With the People from the Bridge

[2] The plot-line centers around an Orpheus-like journey[3] of the protagonist LG who joins his deceased companion in the grave and is subsequently led by her to a liminal[4] realm ahead of the imminent Resurrection Day.

The work has been categorized by critics to belong to both the Modernist and the Post-Modernist[5] tradition, while at the same time bearing strong affinities to a variety of canonical texts, among others Homer, Dante, Kafka, Joyce[6] and Beckett.

The work opens with a first-person account of the narrator of Z213: Exit, who recounts his arrival at a derelict train station named Nichtovo[7] in search of a place where he has been told, an improvised performance is being staged by, what appears to be, a band of social outcasts.

[8] A group of four women in the role of a Chorus and three other protagonists (LG, NCTV, Narrator) are making their final preparations in front of a dilapidated car among machine parts and the noise of a generator.

Meanwhile, the Chorus is making preparations in anticipation of the yearly visit of their deceased kin, and LG and NCTV eventually join them after having broken off from a crowd of revenants aroused on the occasion of the Soul Saturday.

[1] The book concludes with the epilogue of the on-stage(internal) Narrator recounting the process by which a mob gathered in a cemetery unearths two bodies, ritually "killing" the female by driving a stake in her chest, in a manner akin to handling vampires[7] in the Slavonic tradition.

[10] Verse soliloquies, elements of staging and ritual as well as choral incantations and simple descriptions are combined to create a polyvalent text approximating both poetry and drama.

[11] The makeshift stage as well as the presence of actors give the text its dramatic character, while action and setting, filtered through a spectator's perspective, bring to prominence the dimension of storytelling.

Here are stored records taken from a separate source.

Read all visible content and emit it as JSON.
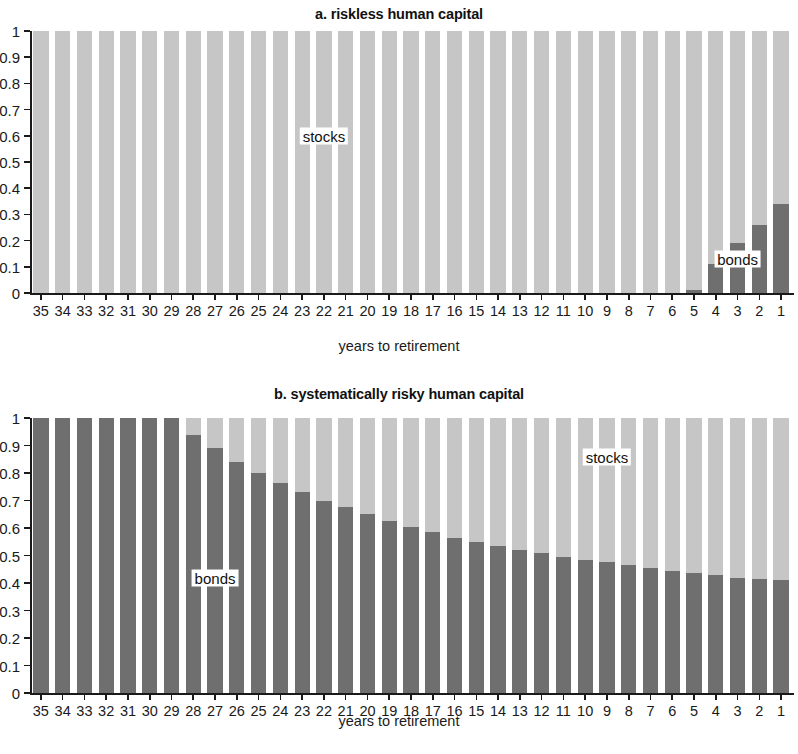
{
  "figure": {
    "xlabel": "years to retirement",
    "series_labels": {
      "stocks": "stocks",
      "bonds": "bonds"
    },
    "colors": {
      "stocks": "#c6c6c6",
      "bonds": "#6f6f6f",
      "axis": "#1a1a1a",
      "background": "#ffffff"
    },
    "y_ticks": [
      "0",
      "0.1",
      "0.2",
      "0.3",
      "0.4",
      "0.5",
      "0.6",
      "0.7",
      "0.8",
      "0.9",
      "1"
    ]
  },
  "chart_data": [
    {
      "type": "bar",
      "stacked": true,
      "title": "a. riskless human capital",
      "xlabel": "years to retirement",
      "ylabel": "",
      "ylim": [
        0,
        1
      ],
      "grid": false,
      "legend_position": "inline-annotation",
      "categories": [
        "35",
        "34",
        "33",
        "32",
        "31",
        "30",
        "29",
        "28",
        "27",
        "26",
        "25",
        "24",
        "23",
        "22",
        "21",
        "20",
        "19",
        "18",
        "17",
        "16",
        "15",
        "14",
        "13",
        "12",
        "11",
        "10",
        "9",
        "8",
        "7",
        "6",
        "5",
        "4",
        "3",
        "2",
        "1"
      ],
      "series": [
        {
          "name": "bonds",
          "values": [
            0,
            0,
            0,
            0,
            0,
            0,
            0,
            0,
            0,
            0,
            0,
            0,
            0,
            0,
            0,
            0,
            0,
            0,
            0,
            0,
            0,
            0,
            0,
            0,
            0,
            0,
            0,
            0,
            0,
            0,
            0.01,
            0.11,
            0.19,
            0.26,
            0.34
          ]
        },
        {
          "name": "stocks",
          "values": [
            1,
            1,
            1,
            1,
            1,
            1,
            1,
            1,
            1,
            1,
            1,
            1,
            1,
            1,
            1,
            1,
            1,
            1,
            1,
            1,
            1,
            1,
            1,
            1,
            1,
            1,
            1,
            1,
            1,
            1,
            0.99,
            0.89,
            0.81,
            0.74,
            0.66
          ]
        }
      ],
      "annotations": [
        {
          "text": "stocks",
          "x_category": "22",
          "y": 0.6
        },
        {
          "text": "bonds",
          "x_category": "3",
          "y": 0.13
        }
      ]
    },
    {
      "type": "bar",
      "stacked": true,
      "title": "b. systematically risky human capital",
      "xlabel": "years to retirement",
      "ylabel": "",
      "ylim": [
        0,
        1
      ],
      "grid": false,
      "legend_position": "inline-annotation",
      "categories": [
        "35",
        "34",
        "33",
        "32",
        "31",
        "30",
        "29",
        "28",
        "27",
        "26",
        "25",
        "24",
        "23",
        "22",
        "21",
        "20",
        "19",
        "18",
        "17",
        "16",
        "15",
        "14",
        "13",
        "12",
        "11",
        "10",
        "9",
        "8",
        "7",
        "6",
        "5",
        "4",
        "3",
        "2",
        "1"
      ],
      "series": [
        {
          "name": "bonds",
          "values": [
            1,
            1,
            1,
            1,
            1,
            1,
            1,
            0.94,
            0.89,
            0.84,
            0.8,
            0.765,
            0.73,
            0.7,
            0.675,
            0.65,
            0.625,
            0.605,
            0.585,
            0.565,
            0.55,
            0.535,
            0.52,
            0.51,
            0.495,
            0.485,
            0.475,
            0.465,
            0.455,
            0.445,
            0.435,
            0.43,
            0.42,
            0.415,
            0.41
          ]
        },
        {
          "name": "stocks",
          "values": [
            0,
            0,
            0,
            0,
            0,
            0,
            0,
            0.06,
            0.11,
            0.16,
            0.2,
            0.235,
            0.27,
            0.3,
            0.325,
            0.35,
            0.375,
            0.395,
            0.415,
            0.435,
            0.45,
            0.465,
            0.48,
            0.49,
            0.505,
            0.515,
            0.525,
            0.535,
            0.545,
            0.555,
            0.565,
            0.57,
            0.58,
            0.585,
            0.59
          ]
        }
      ],
      "annotations": [
        {
          "text": "bonds",
          "x_category": "27",
          "y": 0.42
        },
        {
          "text": "stocks",
          "x_category": "9",
          "y": 0.86
        }
      ]
    }
  ]
}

Self-reflexive theatricality achieved through a clear-cut presentation of the division of spectators, actors, and director[12] and accounted for by the unifying voice of an external narrator leads to the work's classification as a piece of metatheatre.

Further, and due to a constellation of elements including broken narrative, fragmented characters, and illusory/imagistic setting, conveyed in the form of a personal experience of an audience member, the work has been categorized as a distinctively postmodern play.

[6] Language is sparse and fragmentary, leaving enough loopholes to be completed by the reader[17] and making no explicit mention of its vampire-related theme in order to reveal its storyline in a gradual and minimalist manner.

An earlier version of the text, similar in subject matter and structure but significantly different in content and style was published in 2001 in Greek and German[24] and in 2005 in English under the title Nyctivoe.

[25] The term Nyctivoe, a rare ancient Greek adjective, appears in an incantation to the goddess of the moon[26] in Magical Papyri, a syncretic compilation of texts from the Hellenistic Period focusing on sorcery and folk religion.